I have said it before and I’ll say it again: research in the area of emotional intelligence indicates that these capabilities are both recognisable and learnable. However, genuine interest, hard work and personal investment are required, in the pursuit of acquiring these abilities.  It is also worth noting that it is not for the faint-hearted.
So, the whole leader is one who recognises and behaves as if the buck does actually stop with them; and who is willing to get to the inner workings of who they are as a person, consciously transforming themselves into the leader they wish to become; shifting their effort from trying to change or blame other people to changing their approach and personally trying out new approaches.  This leader is then more likely to achieve the results and outcomes they are looking for from their people.

Inspired by a really interesting conversation with a friend, I’m pondering on what creates a cultural shift in an organisation.   While a culture shift will be catalysed by and affected by many, many factors, the impact of values on such a shift is giving me pause for thought.

To me, the word ‘culture’ very simply conjures up ‘how we do things around here’.  This would apply to a nation, an ethnic group, a family group or an organisation.  Every group has a culture, or a set of things that happen, and underlying these are a set of values.  Values, being the drivers of attitudes and behaviours, are sometimes unconscious, however they still shape the cultural norms; they are they ‘why we do things’, if you like.

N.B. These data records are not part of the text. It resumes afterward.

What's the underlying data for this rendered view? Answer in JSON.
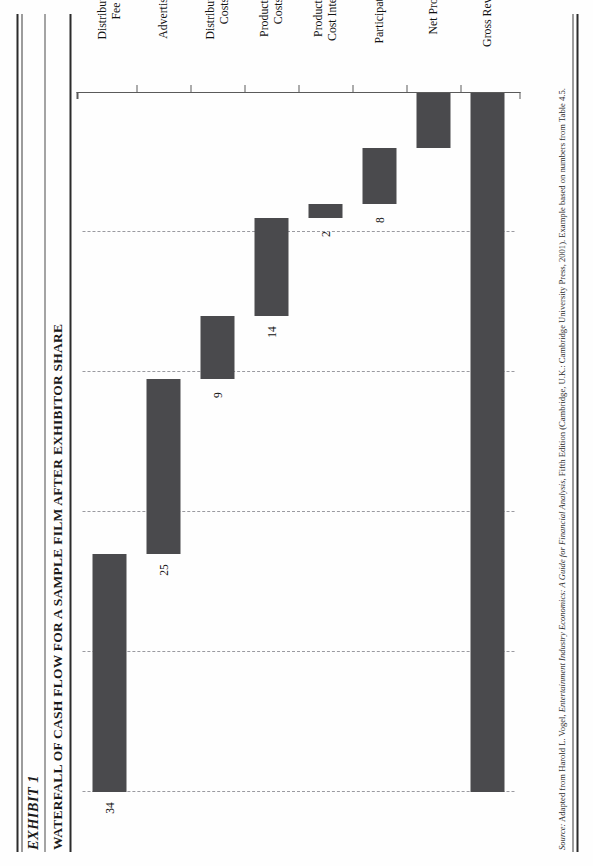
{
  "header": {
    "exhibit_label": "EXHIBIT 1",
    "title": "WATERFALL OF CASH FLOW FOR A SAMPLE FILM AFTER EXHIBITOR SHARE"
  },
  "source": {
    "prefix": "Source:",
    "text_before_book": " Adapted from Harold L. Vogel, ",
    "book": "Entertainment Industry Economics: A Guide for Financial Analysis",
    "text_after_book": ", Fifth Edition (Cambridge, U.K.: Cambridge University Press, 2001). Example based on numbers from Table 4.5."
  },
  "colors": {
    "bar": "#4a4a4d",
    "gridline": "#9a9aa0",
    "axis": "#5a5a5a",
    "rule": "#2b2b2b",
    "text": "#111111"
  },
  "chart_data": {
    "type": "bar",
    "subtype": "waterfall",
    "orientation": "horizontal",
    "title": "WATERFALL OF CASH FLOW FOR A SAMPLE FILM AFTER EXHIBITOR SHARE",
    "xlabel": "",
    "ylabel": "",
    "xlim": [
      0,
      100
    ],
    "grid": true,
    "gridlines": [
      0,
      20,
      40,
      60,
      80,
      100
    ],
    "legend": "none",
    "categories": [
      "Distribution\nFee",
      "Advertising",
      "Distribution\nCosts",
      "Production\nCosts",
      "Production\nCost Interest",
      "Participations",
      "Net Profit",
      "Gross Revenue"
    ],
    "values": [
      34,
      25,
      9,
      14,
      2,
      8,
      8,
      100
    ],
    "labels": [
      "34",
      "25",
      "9",
      "14",
      "2",
      "8",
      "",
      ""
    ],
    "bars": [
      {
        "category": "Distribution\nFee",
        "label": "34",
        "start": 66,
        "end": 100,
        "value": 34
      },
      {
        "category": "Advertising",
        "label": "25",
        "start": 41,
        "end": 66,
        "value": 25
      },
      {
        "category": "Distribution\nCosts",
        "label": "9",
        "start": 32,
        "end": 41,
        "value": 9
      },
      {
        "category": "Production\nCosts",
        "label": "14",
        "start": 18,
        "end": 32,
        "value": 14
      },
      {
        "category": "Production\nCost Interest",
        "label": "2",
        "start": 16,
        "end": 18,
        "value": 2
      },
      {
        "category": "Participations",
        "label": "8",
        "start": 8,
        "end": 16,
        "value": 8
      },
      {
        "category": "Net Profit",
        "label": "",
        "start": 0,
        "end": 8,
        "value": 8
      },
      {
        "category": "Gross Revenue",
        "label": "",
        "start": 0,
        "end": 100,
        "value": 100
      }
    ]
  }
}
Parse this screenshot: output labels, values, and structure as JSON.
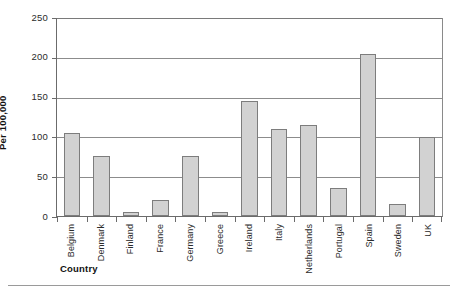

So I’m reminded of the story of the wet monkeys…..Put three monkeys in a cage; suspend a bunch of bananas from the middle of the cage, with a step ladder underneath; when the first monkey goes up the ladder towards the bananas, someone outside the cage hoses all the monkeys down with ice cold water;  keep doing this every time a monkey goes for the bananas, so they learn that ‘it’s important not to go for the bananas here’…..now take one monkey out and put in a fresh one…..by now the value is in place-’it’s important not to go for the bananas here’.  So when the new monkey goes for the bananas, you won’t have to hose them with water, the other two monkeys will simply attack-’WE DON’T DO THINGS LIKE THAT HERE’.  The fresh monkey will not understand why, but will quickly learn that ‘it’s important not to go for the bananas here’.  Take another of the original monkeys out and place another fresh one.  This time, when the fresh monkey goes for the bananas, even the one who wasn’t hosed with water will attack because he knows that ‘it’s important not to go for the bananas here’.  Repeat this until all that are in the cage are monkeys who have not been hosed with water.  They will still follow the cultural norm of ‘not going for the bananas’.  They don’t know why-they just don’t.  See how values can be unconscious and still be strong drivers of behaviour?

So if you want to create a cultural shift in your organisation, how do you get that to happen?  I reckon it comes by creating a picture of the new culture you are trying to create and drilling down to the values that will drive that culture.  Say you want to shift to a more ‘customer oriented culture’.  Simply asking people to do some things differently may not create that real, deep cultural shift.  Bring out the values (for example, one could be ‘it’s important to know what our customers think and feel about us’) and let people explore whether they can opt into those values.  You may lose some people, but others will come on board who are aligned with the values of your new paradigm….which is what you want, isn’t it?